Key outputs of the project will include a strengthened community of rural water treatment implementers linked via an online forum to facilitate ongoing knowledge exchange and collaboration; a practical guide for implementing rural water treatment using an approach that is modular and adaptable to varied local contexts; and a regulatory model outlining key changes in rules and resourcing needed to enable inclusion of water safety management in rural development. The project will also contribute to academic discourse by advancing literature on a) operation and maintenance challenges in rural WASH programming and b) development of institutional interventions using an action research learning history approach.

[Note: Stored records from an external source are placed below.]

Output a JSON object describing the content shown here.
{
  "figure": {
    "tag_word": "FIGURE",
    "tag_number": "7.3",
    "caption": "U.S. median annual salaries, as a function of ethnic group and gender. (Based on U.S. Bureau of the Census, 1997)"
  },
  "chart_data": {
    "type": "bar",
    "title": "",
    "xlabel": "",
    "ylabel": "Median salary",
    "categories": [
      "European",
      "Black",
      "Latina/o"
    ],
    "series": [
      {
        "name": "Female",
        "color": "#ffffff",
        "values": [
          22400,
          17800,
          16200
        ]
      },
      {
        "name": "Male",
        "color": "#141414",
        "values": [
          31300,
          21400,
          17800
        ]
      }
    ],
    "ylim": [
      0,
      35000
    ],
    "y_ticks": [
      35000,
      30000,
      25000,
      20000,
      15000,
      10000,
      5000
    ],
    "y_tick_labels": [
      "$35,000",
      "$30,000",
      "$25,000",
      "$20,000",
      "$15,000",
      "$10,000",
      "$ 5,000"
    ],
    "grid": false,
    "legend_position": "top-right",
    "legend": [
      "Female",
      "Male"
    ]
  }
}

Key outputs of the project will include a strengthened community of rural water treatment implementers linked via an online forum to facilitate ongoing knowledge exchange and collaboration; a practical guide for implementing rural water treatment using an approach that is modular and adaptable to varied local contexts; and a regulatory model outlining key changes in rules and resourcing needed to enable inclusion of water safety management in rural development. The project will also contribute to academic discourse by advancing literature on a) operation and maintenance challenges in rural WASH programming and b) development of institutional interventions using an action research learning history approach.
Organisations
Publications
Charles K
(2023)
Rapid water quality field tests: Data revolution or dead end?
in PLOS Water
Nowicki S
(2023)
Water chemistry poses health risks as reliance on groundwater increases: A systematic review of hydrogeochemistry research from Ethiopia and Kenya.